"Very well! But if, in case of disunion, the people leaned towards the spiritual, it would be easy to lessen the Emperor's person, and overthrow the tyrant."
"One moment, Sire; you give an incorrect interpretation to our meaning. The father of the faithful ought to oppose all those who wish to exercise tyranny and oppression. The Gospel delivered mankind from the slavery imposed upon it by paganism. Believe me," added the old man, in a prophetic tone, "the day that the Popes shall cease to protect liberty, anarchy and revolution will convulse the world."
Barbarossa shook his head with an incredulous and discontented air.
"The Emperor of the East has no Pope," he replied, "and yet he reigns peacefully."
"You are again in error, Sire! Mark attentively what is going on in Byzantium. What do you see there? An exhausted and dying kingdom, a weak and corrupt clergy, a host of ecclesiastics knowing no law but the Imperial will; an effeminate people without morals, and puffed up with vanity and servile ideas. Is this the state to which you would reduce your brilliant Empire?"
"You exaggerate; matters are scarcely in so bad a state as that."
"Ah, Sire! they are in an infinitely worse condition.

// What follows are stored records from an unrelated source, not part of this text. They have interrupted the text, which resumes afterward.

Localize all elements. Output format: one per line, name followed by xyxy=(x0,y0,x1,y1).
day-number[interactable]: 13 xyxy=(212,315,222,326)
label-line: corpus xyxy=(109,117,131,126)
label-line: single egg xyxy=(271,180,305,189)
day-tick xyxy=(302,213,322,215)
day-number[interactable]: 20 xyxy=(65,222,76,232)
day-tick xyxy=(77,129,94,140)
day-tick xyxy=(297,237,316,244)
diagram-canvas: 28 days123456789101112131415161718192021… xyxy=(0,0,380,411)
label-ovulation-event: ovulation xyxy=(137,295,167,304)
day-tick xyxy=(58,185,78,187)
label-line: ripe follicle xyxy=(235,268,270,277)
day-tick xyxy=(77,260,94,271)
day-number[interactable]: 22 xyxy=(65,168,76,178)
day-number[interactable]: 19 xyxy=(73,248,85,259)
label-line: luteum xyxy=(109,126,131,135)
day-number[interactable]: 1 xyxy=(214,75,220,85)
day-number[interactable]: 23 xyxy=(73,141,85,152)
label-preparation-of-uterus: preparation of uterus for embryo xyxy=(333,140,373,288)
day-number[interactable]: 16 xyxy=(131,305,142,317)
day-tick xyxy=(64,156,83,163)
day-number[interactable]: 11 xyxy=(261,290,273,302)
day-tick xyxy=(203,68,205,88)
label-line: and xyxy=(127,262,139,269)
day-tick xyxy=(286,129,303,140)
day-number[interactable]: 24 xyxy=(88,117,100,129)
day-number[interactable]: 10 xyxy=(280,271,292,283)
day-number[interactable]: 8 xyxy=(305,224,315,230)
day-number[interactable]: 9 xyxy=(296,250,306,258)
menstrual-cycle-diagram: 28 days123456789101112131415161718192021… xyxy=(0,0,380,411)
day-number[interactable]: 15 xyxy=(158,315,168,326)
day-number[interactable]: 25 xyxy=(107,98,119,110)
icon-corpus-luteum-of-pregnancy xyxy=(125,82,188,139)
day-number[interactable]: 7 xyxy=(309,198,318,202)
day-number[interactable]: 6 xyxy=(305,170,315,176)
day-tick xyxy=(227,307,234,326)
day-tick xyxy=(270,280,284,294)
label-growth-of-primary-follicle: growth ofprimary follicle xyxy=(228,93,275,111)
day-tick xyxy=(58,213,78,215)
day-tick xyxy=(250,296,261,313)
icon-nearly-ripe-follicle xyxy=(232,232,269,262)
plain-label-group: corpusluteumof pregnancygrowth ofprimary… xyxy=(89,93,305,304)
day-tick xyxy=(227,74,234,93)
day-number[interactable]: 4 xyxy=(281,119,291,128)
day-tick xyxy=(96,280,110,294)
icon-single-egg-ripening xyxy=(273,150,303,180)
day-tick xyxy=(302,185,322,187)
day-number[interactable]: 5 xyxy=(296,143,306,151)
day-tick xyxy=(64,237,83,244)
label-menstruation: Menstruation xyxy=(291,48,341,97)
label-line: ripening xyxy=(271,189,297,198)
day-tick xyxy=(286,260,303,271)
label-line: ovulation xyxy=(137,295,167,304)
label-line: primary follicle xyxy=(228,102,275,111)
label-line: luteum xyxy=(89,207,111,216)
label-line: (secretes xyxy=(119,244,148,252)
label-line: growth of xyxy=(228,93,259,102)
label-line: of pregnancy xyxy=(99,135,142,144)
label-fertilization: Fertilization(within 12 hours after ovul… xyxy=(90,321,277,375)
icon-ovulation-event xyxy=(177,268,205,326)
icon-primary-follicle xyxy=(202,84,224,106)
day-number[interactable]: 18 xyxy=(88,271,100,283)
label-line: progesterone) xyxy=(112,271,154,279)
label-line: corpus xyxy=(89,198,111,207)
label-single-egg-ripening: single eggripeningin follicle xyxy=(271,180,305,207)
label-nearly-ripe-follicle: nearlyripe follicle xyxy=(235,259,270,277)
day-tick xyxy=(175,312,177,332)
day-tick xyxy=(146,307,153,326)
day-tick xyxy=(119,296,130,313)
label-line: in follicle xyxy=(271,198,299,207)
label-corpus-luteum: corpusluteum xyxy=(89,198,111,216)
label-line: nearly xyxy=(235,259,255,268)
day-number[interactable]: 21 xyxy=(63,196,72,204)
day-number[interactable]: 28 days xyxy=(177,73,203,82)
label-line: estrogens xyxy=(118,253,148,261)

Great God! I see it now; Salisbury was right!--I deplore it, but he was right."
"Salisbury!" said Barbarossa, starting, for he had a great respect for this illustrious scholar. "May I ask in what he was right?"
Peter sighed deeply.
"Why do you hesitate, my lord Archbishop? You know the opinion which a wise man entertains of our actions; why then do you seek to conceal it from us?"